Quote Originally Posted by Lyth View Post
If you want to find fault with Venat's decision to sunder the world and enervate the Amaurotines, that's fine. But blaming her for being unable to stop the Ascians from slaughtering millions is a really weak argument. It's just another variation on the theme of 'I know that Emet was a mass murderer who destroyed seven worlds full of people, but I'm okay with his actions because...' I think he'd be insulted if you offered him such a cowardly way out. Emet has agency. He chose to walk that path.

With regards to consent, some actions are intrinsically non-consensual. You cannot have a consensual theft or murder, that's just a contradiction of terms. Not only is it a bizarre misuse of the word, it flippantly detracts from actual issues around consent. If you really wanted to have a discussion around issues of consent, you'd be much better off looking at another Convocation member, namely Mitron, and his treatment of Gaia.

Again, all this seems less about adhering to some highfalutin moral code and more about trying to justify the actions of a really awful group of people by pointing fingers at their opponents. Which is really just digging yourself a hole. Why do any of these characters need to be virtuous in the first place? They aren't. You lot certainly aren't. Just enjoy them for what they are, rather than trotting out the same false indignancy.
Nobody on these forums has EVER actually said Emet-Selch and the Ascians Three were morally in the right for performing the Rejoinings, rather in the past people have said that they like these characters regardless. And that's OKAY. It doesn't make one a Nazi or a genocide apologist or whatever morally bankrupt example of a villain in real life secretly plotting the downfall of many marginalized peoples after having been inspired by a video game.

Then, in these post-EW days a hearty number of people have taken issue with the fact that the ONE TIME Venat's equally morally questionable omnicidal act is ever questioned is by her own self and frankly it doesn't even seem as though SHE is truly that broken up about it. The Scions have multiple quotes in Shadowbringers that suggest they should have taken issue with Venat's methods in certain scenes in Endwalker, but they did not. Emet-Selch was never once treated as an ally or a friend due to his actions and tagged himself along, but Venat is touted as an all-loving goddess nonstop despite being not so different in the end. We have every right to take issue with this, even if her methods may well have saved the world it doesn't erase the ambiguous morality of her deeds.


Collect from the data below each line with "icon".
*** GIVEN RECORDS
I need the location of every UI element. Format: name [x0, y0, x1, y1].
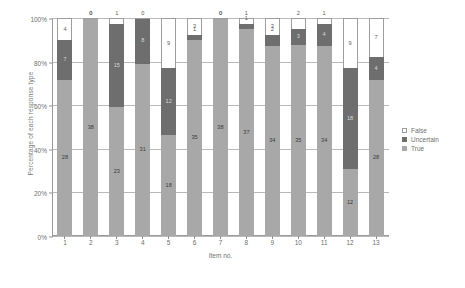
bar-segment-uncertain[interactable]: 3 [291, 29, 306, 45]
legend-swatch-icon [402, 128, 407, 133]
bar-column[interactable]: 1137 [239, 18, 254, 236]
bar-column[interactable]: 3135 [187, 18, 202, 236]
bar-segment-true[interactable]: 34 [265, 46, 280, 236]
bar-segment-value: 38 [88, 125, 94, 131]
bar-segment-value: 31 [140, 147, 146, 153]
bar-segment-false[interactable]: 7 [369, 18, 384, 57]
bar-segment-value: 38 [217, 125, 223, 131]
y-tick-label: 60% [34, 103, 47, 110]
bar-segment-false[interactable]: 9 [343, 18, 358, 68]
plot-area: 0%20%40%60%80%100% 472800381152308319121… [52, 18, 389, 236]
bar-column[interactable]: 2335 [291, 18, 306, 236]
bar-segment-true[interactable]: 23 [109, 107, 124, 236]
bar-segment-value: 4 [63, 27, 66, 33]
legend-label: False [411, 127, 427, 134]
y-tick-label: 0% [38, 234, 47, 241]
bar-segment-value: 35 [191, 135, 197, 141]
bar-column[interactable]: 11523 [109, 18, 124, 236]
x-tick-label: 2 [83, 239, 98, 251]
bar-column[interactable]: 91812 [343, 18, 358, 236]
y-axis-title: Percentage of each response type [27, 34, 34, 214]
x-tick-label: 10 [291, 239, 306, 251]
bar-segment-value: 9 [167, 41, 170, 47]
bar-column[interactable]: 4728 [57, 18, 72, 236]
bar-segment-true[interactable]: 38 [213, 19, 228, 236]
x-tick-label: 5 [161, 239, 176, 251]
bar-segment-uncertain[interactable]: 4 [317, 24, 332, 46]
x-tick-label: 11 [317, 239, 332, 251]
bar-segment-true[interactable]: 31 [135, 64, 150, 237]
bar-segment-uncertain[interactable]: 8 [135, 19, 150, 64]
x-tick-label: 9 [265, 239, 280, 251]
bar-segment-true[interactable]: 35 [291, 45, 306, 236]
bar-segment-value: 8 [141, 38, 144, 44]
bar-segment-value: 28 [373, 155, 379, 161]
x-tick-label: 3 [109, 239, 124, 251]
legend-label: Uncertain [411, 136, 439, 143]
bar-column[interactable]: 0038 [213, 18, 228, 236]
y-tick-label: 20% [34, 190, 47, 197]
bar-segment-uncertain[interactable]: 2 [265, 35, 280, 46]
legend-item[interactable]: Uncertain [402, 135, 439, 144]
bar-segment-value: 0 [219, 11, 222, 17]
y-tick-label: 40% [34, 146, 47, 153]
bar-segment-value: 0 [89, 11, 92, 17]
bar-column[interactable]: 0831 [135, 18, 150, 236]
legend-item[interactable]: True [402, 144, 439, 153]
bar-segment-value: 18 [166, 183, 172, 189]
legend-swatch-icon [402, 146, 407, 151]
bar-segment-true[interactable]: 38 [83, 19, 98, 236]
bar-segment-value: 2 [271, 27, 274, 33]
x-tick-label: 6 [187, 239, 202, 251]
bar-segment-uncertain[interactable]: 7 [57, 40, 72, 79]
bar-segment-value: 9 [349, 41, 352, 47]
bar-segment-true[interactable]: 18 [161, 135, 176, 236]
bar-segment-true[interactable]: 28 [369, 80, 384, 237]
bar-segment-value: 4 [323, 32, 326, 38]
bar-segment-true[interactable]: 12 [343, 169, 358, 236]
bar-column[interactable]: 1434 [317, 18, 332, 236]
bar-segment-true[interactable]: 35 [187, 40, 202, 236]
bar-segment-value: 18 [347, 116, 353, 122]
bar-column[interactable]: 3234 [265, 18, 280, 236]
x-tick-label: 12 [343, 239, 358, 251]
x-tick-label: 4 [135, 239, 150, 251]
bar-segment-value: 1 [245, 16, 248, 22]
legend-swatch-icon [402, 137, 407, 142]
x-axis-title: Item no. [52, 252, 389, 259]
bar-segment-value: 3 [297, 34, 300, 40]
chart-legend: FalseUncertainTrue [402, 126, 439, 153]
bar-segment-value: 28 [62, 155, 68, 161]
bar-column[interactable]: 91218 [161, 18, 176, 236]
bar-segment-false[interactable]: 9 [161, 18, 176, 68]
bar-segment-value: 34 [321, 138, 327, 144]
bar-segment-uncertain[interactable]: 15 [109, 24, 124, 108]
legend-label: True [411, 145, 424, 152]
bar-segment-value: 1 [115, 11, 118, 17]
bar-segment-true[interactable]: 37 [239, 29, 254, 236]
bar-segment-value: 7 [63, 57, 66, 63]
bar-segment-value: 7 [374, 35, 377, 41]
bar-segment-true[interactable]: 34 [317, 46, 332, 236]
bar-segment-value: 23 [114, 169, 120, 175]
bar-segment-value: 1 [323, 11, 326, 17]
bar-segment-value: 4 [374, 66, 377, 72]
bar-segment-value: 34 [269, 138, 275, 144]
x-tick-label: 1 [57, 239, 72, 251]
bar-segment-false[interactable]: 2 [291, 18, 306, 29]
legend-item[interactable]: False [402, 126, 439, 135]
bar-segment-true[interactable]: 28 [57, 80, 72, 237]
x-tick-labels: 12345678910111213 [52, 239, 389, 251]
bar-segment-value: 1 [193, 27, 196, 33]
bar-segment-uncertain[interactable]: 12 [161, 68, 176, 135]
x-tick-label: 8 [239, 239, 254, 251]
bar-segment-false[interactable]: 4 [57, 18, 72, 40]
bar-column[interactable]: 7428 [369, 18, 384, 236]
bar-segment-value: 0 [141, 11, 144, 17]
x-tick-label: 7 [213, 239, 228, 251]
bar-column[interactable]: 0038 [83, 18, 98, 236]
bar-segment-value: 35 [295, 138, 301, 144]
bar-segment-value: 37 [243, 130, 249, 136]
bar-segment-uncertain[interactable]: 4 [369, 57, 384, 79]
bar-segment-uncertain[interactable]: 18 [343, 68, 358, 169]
******
• TASK SOLUTION:
legend-swatch-icon [402, 128, 407, 133]
legend-swatch-icon [402, 146, 407, 151]
legend-swatch-icon [402, 137, 407, 142]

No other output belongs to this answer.